19 January 2009

Obama in the Morning

This Tuesday (Wednesday in Sydney), Barack Obama will be sworn in as the 44 th President of the United States of America. People in Australia and around the world will celebrate his inauguration because of what he represents to the world: a man with global vision, leadership, intelligence, and moral values. They will welcome his spirit of cooperation and mutual respect, his first reliance on consultation and diplomacy, and his moral suasion. He is a welcome replacement for the dark, insular years brought about by his predecessor.

Many Americans welcome his ascendancy for other reasons. Those of us who have lived long can remember the dark times of segregation and racial hatred that consumed and divided our country. We have our own stories.

As a young man at University in the 1970’s, I became friends with a black woman, who was a classmate. She told me of her efforts with friends to work for the election of a black candidate for mayor of Bloomington, Indiana, where we lived. Soon I joined the campaign and became very involved. Bloomington was a southern city at the time. While home to Indiana University, the non-University community was conservative and rural. Blacks and whites lived in separate neighborhoods and did not mix. Whites socialized in country and western bars; blacks had their own destinations. A black man running for mayor was easily dismissed in the white community.

As we begin to build some momentum drawing on the Black and the University community support, the threats begin to arrive. The hate mail, the death threats, especially to our black campaign workers, the midnight phone calls threatening to kill children and families brought a terror I had never before encountered. I saw it in their faces every day; fear, real fear for themselves and their families. The Klu Klux Klan threatened to mobilize. The feeling of terror was real and omnipresent.

At campaign meetings we counted attendees, worried that some would be missing and not found. Campaign workers in Mississippi had been killed recently working on a similar mayoral election. We were scared, but we persevered. We were on a righteous mission in a democracy we all believed in.

In the end, our candidate won in a historic election for southern Indiana. It was a point of light on an otherwise dark canvas.

Having witnessed the intense racial hatred in my lifetime, it is overwhelming for me to see a black man become President. Having grown up with racial violence dominating the news, listening to the racial slurs and intolerance in my own family, and believing personally and fervently in human dignity and equality, I could not imagine a President Barack Obama. I am sure millions of others could never envision such a thing either.

Tuesday is my day, and it is the day of millions of Americans who thought they would never experience the nation coming together to elect a black President, not in their lifetime.

******

Barak O’Bama never had much of a chance. Hilliary Clinton had the Democratic nomination all but locked up. But Obama went to Iowa, a rural farm state in the middle of the country to campaign in the first primary contest. He was the longest of long shots.

On a cold winter night last February, my older brother who was then 70 years old and his 69 year old wife braved the cold and ice and snow to drive to the meeting hall in Algona, Iowa, a small town in the northeastern part of the state. . In a primary caucus, you have to show up in person and announce your vote for your candidate. My brother, Bing, formerly the head of the opposition Republican Party in the County, stood with his wife Molly, shivering from the cold but waiting patiently to announce for Barack Obama. With Bing’s determined support and thousands like him, Obama won Iowa and went on to win the nomination.

So when Barack Obama puts his hand on the same Bible that Abraham Lincoln used in 1860 and is sworn in as the 44th President, my brother Bing in Algona Iowa and I, in Sydney Australia will be watching. For me, it will be around 3:30 AM on Wednesday, but that’s okay. This is my day. This is the day I never thought I would see.

If I appear a little tired Wednesday at work, please excuse me. I will be up early watching my new President and wondering how so much can change in one lifetime.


# EXERCISE INSTRUCTIONS
Return only those lines of the material that contain "Dashboard".

# DATASET RECORDS
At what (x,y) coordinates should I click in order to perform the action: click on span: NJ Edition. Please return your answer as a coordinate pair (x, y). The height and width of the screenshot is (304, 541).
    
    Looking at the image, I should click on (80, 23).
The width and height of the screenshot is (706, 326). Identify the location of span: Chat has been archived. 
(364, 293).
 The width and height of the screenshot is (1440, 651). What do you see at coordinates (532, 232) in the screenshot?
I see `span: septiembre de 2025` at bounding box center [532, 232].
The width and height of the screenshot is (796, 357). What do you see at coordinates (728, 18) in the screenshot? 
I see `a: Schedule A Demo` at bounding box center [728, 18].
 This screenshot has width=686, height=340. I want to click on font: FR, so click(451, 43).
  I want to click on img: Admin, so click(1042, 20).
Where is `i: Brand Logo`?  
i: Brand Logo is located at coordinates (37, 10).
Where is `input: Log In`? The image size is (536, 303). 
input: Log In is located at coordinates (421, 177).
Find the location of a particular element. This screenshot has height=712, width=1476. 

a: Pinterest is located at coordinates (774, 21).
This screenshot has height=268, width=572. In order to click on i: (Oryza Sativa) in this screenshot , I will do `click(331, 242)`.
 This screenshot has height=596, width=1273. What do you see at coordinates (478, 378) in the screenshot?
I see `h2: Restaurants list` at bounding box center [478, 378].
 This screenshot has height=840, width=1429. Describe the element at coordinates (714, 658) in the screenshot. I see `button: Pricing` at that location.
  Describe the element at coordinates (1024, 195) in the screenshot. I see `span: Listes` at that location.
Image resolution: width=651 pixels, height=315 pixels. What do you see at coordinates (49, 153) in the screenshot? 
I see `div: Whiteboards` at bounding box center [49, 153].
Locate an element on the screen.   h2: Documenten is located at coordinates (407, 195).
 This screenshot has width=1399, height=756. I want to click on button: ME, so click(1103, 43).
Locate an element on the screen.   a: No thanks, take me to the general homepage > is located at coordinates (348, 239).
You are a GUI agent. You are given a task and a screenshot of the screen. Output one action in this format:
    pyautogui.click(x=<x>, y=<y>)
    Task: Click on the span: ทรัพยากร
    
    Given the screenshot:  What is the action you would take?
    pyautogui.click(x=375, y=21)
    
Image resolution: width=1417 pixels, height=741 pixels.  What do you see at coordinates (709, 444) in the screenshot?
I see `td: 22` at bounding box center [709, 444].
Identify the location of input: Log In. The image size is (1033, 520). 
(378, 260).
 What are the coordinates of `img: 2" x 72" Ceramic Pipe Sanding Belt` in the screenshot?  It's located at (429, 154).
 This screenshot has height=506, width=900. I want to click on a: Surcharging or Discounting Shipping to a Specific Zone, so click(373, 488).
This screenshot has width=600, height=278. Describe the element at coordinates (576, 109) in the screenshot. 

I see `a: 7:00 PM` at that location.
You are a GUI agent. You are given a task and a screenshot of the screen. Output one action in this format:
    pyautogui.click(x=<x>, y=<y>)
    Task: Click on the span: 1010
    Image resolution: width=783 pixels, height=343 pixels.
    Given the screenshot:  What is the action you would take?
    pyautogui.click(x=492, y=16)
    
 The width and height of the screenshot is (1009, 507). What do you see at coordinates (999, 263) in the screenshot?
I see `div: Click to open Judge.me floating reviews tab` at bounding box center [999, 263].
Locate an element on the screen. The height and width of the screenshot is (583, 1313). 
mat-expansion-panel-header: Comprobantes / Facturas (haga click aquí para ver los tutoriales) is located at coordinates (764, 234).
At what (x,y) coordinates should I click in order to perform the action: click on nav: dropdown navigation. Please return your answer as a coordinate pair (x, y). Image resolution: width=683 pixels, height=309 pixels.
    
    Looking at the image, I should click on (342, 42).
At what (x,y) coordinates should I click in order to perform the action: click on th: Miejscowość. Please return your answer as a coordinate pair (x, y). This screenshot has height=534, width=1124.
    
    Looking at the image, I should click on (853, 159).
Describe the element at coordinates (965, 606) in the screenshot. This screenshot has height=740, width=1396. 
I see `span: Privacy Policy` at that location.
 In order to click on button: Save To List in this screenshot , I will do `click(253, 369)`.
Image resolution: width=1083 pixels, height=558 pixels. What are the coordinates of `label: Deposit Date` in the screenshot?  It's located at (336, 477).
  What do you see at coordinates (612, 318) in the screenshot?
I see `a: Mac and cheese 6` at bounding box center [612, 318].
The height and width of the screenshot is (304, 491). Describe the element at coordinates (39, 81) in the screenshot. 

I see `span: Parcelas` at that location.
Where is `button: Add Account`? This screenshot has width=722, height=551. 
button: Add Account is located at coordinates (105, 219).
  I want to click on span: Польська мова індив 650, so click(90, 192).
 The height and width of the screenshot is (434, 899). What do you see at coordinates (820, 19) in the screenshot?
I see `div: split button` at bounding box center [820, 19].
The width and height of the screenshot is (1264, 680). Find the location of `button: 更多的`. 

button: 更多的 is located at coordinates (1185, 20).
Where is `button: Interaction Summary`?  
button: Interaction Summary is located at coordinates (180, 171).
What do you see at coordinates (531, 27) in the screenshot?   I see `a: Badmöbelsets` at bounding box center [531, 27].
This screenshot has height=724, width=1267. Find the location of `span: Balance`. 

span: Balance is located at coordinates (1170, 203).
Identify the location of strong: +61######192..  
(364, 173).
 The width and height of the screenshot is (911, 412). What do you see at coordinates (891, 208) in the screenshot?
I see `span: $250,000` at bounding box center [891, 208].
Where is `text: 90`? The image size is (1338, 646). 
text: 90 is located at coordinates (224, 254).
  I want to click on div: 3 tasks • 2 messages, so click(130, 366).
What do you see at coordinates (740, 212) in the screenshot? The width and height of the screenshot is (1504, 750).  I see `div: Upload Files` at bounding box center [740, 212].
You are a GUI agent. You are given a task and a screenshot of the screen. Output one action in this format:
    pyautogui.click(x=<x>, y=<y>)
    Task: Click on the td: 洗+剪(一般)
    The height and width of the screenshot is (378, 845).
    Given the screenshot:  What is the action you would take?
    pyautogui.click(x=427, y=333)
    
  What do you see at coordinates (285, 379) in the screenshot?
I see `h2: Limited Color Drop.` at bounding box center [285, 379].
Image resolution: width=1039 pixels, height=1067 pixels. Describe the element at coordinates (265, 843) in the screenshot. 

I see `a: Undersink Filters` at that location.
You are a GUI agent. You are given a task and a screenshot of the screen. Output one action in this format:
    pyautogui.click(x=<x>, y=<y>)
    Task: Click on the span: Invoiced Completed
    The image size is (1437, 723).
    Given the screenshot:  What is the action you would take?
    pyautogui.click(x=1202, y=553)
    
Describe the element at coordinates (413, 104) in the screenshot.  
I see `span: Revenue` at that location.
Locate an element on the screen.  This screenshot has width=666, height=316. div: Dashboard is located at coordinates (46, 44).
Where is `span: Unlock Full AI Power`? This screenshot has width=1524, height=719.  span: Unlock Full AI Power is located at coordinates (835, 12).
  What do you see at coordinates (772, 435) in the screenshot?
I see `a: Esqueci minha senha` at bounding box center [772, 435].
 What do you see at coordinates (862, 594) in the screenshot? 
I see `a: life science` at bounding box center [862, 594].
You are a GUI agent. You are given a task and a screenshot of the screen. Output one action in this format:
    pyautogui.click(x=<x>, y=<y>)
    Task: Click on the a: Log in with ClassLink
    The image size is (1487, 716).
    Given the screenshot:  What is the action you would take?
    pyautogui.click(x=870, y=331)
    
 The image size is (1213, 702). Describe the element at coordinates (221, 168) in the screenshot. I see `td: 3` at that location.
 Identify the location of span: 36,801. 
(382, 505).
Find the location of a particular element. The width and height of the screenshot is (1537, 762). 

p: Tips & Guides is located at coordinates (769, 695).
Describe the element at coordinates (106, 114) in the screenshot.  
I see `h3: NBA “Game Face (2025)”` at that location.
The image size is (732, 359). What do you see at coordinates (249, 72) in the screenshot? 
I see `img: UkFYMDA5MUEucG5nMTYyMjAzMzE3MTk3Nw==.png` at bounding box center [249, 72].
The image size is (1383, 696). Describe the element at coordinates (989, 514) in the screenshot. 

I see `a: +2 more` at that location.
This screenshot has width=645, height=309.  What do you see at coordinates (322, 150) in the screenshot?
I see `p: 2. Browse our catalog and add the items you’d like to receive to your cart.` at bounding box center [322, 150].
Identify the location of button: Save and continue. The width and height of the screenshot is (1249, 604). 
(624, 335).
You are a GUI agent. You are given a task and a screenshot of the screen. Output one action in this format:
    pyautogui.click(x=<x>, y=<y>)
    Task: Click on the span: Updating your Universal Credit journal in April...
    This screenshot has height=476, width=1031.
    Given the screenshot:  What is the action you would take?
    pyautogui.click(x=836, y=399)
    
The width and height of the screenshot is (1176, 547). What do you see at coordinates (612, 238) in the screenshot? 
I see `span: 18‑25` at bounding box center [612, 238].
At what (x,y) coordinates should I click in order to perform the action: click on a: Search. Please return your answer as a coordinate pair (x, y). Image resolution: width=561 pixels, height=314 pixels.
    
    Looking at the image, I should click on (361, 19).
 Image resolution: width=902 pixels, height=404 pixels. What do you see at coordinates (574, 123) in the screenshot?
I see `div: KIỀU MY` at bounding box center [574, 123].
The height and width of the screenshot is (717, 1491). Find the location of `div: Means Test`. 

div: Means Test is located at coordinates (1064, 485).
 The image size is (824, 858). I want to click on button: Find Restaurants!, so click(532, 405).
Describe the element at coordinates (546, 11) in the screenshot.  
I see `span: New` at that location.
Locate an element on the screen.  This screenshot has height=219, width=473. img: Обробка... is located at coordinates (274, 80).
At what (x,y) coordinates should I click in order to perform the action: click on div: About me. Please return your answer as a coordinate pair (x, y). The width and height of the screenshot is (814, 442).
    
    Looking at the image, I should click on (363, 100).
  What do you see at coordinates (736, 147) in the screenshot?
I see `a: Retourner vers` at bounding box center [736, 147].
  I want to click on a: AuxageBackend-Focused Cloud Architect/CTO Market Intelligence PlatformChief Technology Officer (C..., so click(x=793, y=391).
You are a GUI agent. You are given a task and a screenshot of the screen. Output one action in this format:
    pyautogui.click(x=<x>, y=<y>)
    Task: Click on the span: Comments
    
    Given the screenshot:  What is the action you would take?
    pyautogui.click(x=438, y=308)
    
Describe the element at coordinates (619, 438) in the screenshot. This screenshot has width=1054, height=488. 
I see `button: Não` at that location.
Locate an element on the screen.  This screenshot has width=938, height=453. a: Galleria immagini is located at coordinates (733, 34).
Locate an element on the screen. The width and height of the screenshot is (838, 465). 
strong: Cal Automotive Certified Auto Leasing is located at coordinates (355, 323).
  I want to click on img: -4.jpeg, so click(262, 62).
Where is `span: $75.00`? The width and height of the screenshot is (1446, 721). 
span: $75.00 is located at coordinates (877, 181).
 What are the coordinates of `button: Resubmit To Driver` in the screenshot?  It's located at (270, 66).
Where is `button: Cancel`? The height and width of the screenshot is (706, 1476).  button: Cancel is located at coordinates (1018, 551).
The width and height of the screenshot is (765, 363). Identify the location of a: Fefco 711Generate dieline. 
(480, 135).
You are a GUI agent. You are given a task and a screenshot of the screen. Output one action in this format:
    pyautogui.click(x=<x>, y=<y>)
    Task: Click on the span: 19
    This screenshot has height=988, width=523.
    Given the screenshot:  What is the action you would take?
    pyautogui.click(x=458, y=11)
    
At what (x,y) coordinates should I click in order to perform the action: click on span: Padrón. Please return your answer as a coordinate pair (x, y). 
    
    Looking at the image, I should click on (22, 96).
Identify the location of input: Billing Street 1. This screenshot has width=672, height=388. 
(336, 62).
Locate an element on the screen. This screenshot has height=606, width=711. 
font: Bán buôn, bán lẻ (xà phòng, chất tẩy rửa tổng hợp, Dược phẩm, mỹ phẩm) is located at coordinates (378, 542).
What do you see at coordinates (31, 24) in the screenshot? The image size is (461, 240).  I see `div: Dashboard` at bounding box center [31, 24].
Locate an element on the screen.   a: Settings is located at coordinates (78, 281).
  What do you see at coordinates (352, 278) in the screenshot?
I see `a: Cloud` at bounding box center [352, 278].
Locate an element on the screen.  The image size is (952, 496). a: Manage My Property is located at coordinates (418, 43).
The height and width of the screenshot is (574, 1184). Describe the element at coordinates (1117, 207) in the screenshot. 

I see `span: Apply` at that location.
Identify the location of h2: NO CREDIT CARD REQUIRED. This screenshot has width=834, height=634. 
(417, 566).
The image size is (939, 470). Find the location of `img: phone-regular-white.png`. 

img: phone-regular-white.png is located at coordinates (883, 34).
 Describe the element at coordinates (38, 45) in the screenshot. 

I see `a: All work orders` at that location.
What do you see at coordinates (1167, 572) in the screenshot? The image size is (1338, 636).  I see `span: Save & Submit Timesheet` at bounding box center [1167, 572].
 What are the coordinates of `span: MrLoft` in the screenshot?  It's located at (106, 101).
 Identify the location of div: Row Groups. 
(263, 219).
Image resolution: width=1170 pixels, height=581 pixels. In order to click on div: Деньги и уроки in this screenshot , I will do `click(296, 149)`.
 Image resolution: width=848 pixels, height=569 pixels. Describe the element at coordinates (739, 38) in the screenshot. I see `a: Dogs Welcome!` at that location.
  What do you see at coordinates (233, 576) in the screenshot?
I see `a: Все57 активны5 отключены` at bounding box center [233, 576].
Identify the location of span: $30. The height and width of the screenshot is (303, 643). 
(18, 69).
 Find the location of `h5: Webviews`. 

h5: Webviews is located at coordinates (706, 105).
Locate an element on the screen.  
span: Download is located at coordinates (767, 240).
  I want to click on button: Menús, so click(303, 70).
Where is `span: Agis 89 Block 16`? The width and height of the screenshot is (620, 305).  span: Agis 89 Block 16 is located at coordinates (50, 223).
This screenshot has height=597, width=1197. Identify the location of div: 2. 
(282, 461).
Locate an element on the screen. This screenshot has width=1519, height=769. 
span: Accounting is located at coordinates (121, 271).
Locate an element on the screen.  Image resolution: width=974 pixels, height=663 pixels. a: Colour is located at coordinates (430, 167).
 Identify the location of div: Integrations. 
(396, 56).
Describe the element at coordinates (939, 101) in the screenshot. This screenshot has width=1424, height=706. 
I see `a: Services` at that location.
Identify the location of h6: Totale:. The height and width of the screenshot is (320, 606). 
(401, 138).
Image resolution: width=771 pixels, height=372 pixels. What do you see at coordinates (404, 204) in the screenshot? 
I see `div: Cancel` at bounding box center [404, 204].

# WRITTEN RESPONSE
Locate an element on the screen.  This screenshot has width=666, height=316. div: Dashboard is located at coordinates (46, 44).
What do you see at coordinates (31, 24) in the screenshot? The image size is (461, 240).  I see `div: Dashboard` at bounding box center [31, 24].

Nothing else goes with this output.